Truth is, lead gen is just the beginning. Getting thousands of new leads without being able to guide them down the sales funnel would just be a vanity metric to show but nothing else. That’s why the final step to use SEO for lead gen is to make sure you’re not just using it for lead gen. 

How can you check this? 

By checking the metrics that really matter:

  • Trial sign-ups or demo requests: understanding if your SEO and content strategy is actually answering your potential customers’ questions and getting their interest piqued is essential
  • Revenue: it’s great to get your name out there and have people come to your website, however, you need to ensure it is bringing you money
  • Return on investment (ROI): sometimes it can be hard to really gauge the ROI of your SEO strategy, however, it isn’t impossible. Here’s a complete guide on how to do it + a free tracker.
  • Conversion rate: understanding how many visitors are actually converting is one way to know that your website–and overall SEO efforts–are really worth it
  • Click-through rate (CTR): there are different CTRs that you can calculate. For example, the CTR for the call-to-action (CTA) button on your landing page, or the CTR for the prices page from your home page, etc. Depending on what you want to find out you can calculate CTR and this will let you know if your SEO efforts are paying off. 
  • Customer lifetime value: this metric is extremely important as it gives a more timely look at your SEO efforts. SEO does not only work to attract new visitors, it also helps keep the relationship going with your customers.
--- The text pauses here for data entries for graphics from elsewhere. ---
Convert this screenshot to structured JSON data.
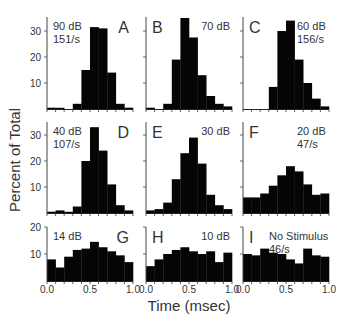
{
  "figure": {
    "ylabel": "Percent of Total",
    "xlabel": "Time (msec)"
  },
  "chart_data": {
    "type": "bar",
    "title": "",
    "xlabel": "Time (msec)",
    "ylabel": "Percent of Total",
    "layout": "3x3 small multiples, shared axes per row",
    "bin_edges": [
      0.0,
      0.1,
      0.2,
      0.3,
      0.4,
      0.5,
      0.6,
      0.7,
      0.8,
      0.9,
      1.0
    ],
    "x_ticks": [
      "0.0",
      "0.5",
      "1.0"
    ],
    "grid": false,
    "rows": [
      {
        "ylim": [
          0,
          35
        ],
        "y_ticks": [
          10,
          20,
          30
        ]
      },
      {
        "ylim": [
          0,
          35
        ],
        "y_ticks": [
          10,
          20,
          30
        ]
      },
      {
        "ylim": [
          0,
          20
        ],
        "y_ticks": [
          10,
          20
        ]
      }
    ],
    "panels": [
      {
        "letter": "A",
        "label": "90 dB",
        "rate": "151/s",
        "row": 0,
        "col": 0,
        "values": [
          0.5,
          0.3,
          0,
          2,
          15,
          31.5,
          31,
          14,
          2,
          0.5
        ]
      },
      {
        "letter": "B",
        "label": "70 dB",
        "rate": "",
        "row": 0,
        "col": 1,
        "values": [
          0.5,
          0,
          2,
          19,
          35,
          27.5,
          13,
          5,
          2,
          1
        ]
      },
      {
        "letter": "C",
        "label": "60 dB",
        "rate": "156/s",
        "row": 0,
        "col": 2,
        "values": [
          0,
          0,
          0,
          8.5,
          30,
          34,
          19,
          10,
          4,
          1
        ]
      },
      {
        "letter": "D",
        "label": "40 dB",
        "rate": "107/s",
        "row": 1,
        "col": 0,
        "values": [
          0.5,
          1,
          0.3,
          2.5,
          20,
          33,
          24,
          11,
          3,
          1
        ]
      },
      {
        "letter": "E",
        "label": "30 dB",
        "rate": "",
        "row": 1,
        "col": 1,
        "values": [
          1,
          1.5,
          4,
          13,
          23,
          29,
          19,
          7,
          3,
          1.5
        ]
      },
      {
        "letter": "F",
        "label": "20 dB",
        "rate": "47/s",
        "row": 1,
        "col": 2,
        "values": [
          6,
          6,
          7.5,
          10.5,
          14.5,
          18,
          16,
          11,
          7,
          7.5
        ]
      },
      {
        "letter": "G",
        "label": "14 dB",
        "rate": "",
        "row": 2,
        "col": 0,
        "values": [
          8,
          5,
          9,
          11.5,
          12,
          14.5,
          12.5,
          11,
          9.5,
          7
        ]
      },
      {
        "letter": "H",
        "label": "10 dB",
        "rate": "",
        "row": 2,
        "col": 1,
        "values": [
          5.5,
          8,
          10,
          11.5,
          12.5,
          11,
          10,
          11,
          7,
          10.5
        ]
      },
      {
        "letter": "I",
        "label": "No Stimulus",
        "rate": "46/s",
        "row": 2,
        "col": 2,
        "values": [
          10,
          9.5,
          12,
          10.5,
          10,
          8,
          6.5,
          12,
          9.5,
          9
        ]
      }
    ]
  }
}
Improve the quality of your B2B SEO leads with a B2B SEO agency by your side

Increasing organic traffic is an excellent way to start but definitely not enough to build a revenue pipeline. That’s why you need a top-class content marketing and SEO strategy that drives product adoption, increases conversions, and generates recurring revenue.

You can undoubtedly leverage SEO tools to get there but you’ll also need a team of experts who know what works and doesn’t. A B2B SEO agency often has a deep understanding of the challenges you face and can help you scale customer acquisition. They are SEO-tool experts but also work with multiple clients and marketing budgets—which altogether makes them uniquely qualified for driving growth with SEO.

If you’re looking for an agile agency to gain a competitive advantage faster, book a call today to see how Skale can help you increase SEO lead generation, conversion, and overall revenue.

SEO for Lead Generation FAQ

1. What is SEO for lead generation?

SEO for lead generation is the process of creating insightful content with transactional keywords that attract ready-to-buy leads and improve brand awareness organically. Unlike PPC, you don’t have to pay every time you generate these leads.

2. Can SEO help in lead generation?

Yes. SEO leverages relevant, helpful content to help a business rank for relevant keywords. Once your website starts ranking for commercial and transactional keywords, you’ll be able to increase brand awareness and get more traffic via digital marketing channels. Once there, you can nurture these visitors and convert them into leads with the right strategy.

3. Are lead generation and SEO the same?

Lead generation and SEO are not the same but often complement each other. While SEO focuses on getting web visitors to your site, lead generation involves qualifying those potential clients and converting them into paying customers.